Institution building

There is an imperative need to reconstruct (and in some instances create from scratch) functioning, modern institutions. Demand (from the host transition state) must obviously precede supply, but there will be a need for the democratic training of police and security services; the training of MPs

(Turkey already does this); the creation of free trade unions; rules to protect the independence of the judiciary; advice on best practice in regulation and corporate governance; co-operation in tackling corruption; a progressive tax reform; a new system of property rights to draw the vast black economy into the formal sector; redesigned subsidy and welfare systems that benefit the poor; ways to entrench human rights; and so on.

Development and reconstruction

This is not just about aid and trade. Europe does need to open its borders, especially to Arab goods and Arab students. These countries need massive investment, especially in productive infrastructure and trade logistics. Yet they need not just investment, but technology transfer (which Europeans more readily supply than U.S.

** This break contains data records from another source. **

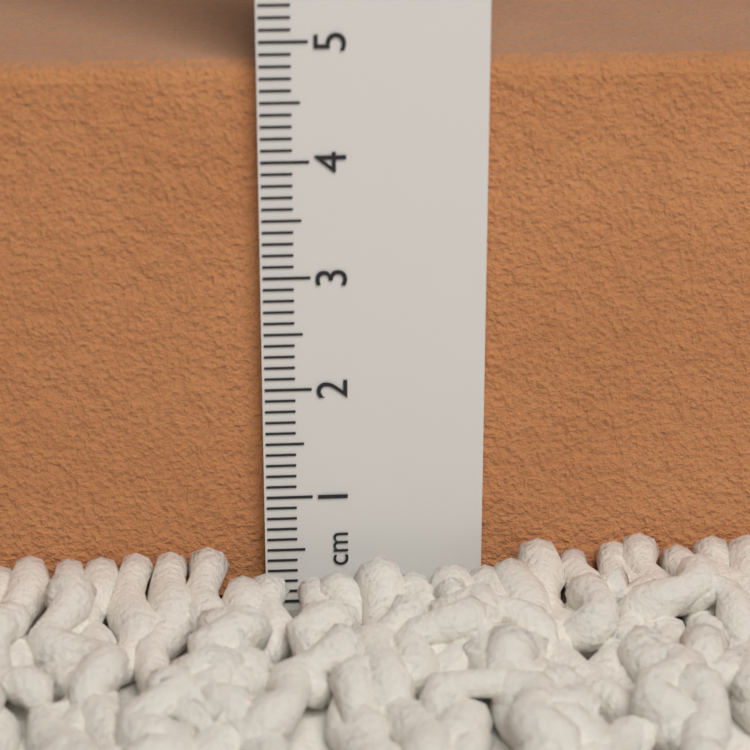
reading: 4.8 cm
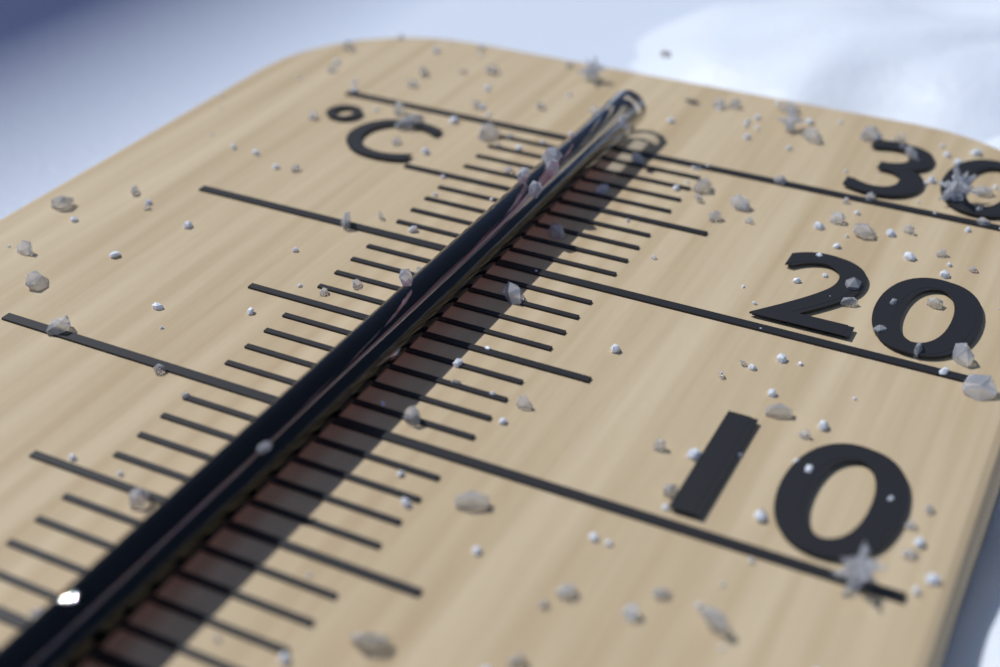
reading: 28 °C
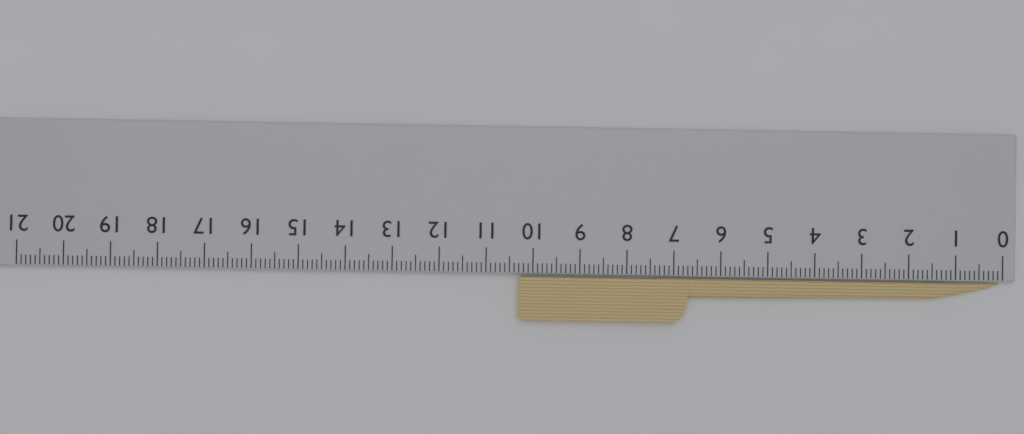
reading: 10.3 cm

companies). They almost certainly need an Arab development and reconstruction bank (with a private sector arm to fund investment-starved small enterprises), drawing on European and Gulf Arab capital, and expertise from institutions such as the European Investment Bank.

Education

This is a culturally sensitive, but vital area, which needs not only funding for schools, but techniques to nudge education away from limited- syllabus rote learning – to teach people how to think, not what to think – and thereby produce creative, independent-minded young people who understand the value of diverse opinion and belief.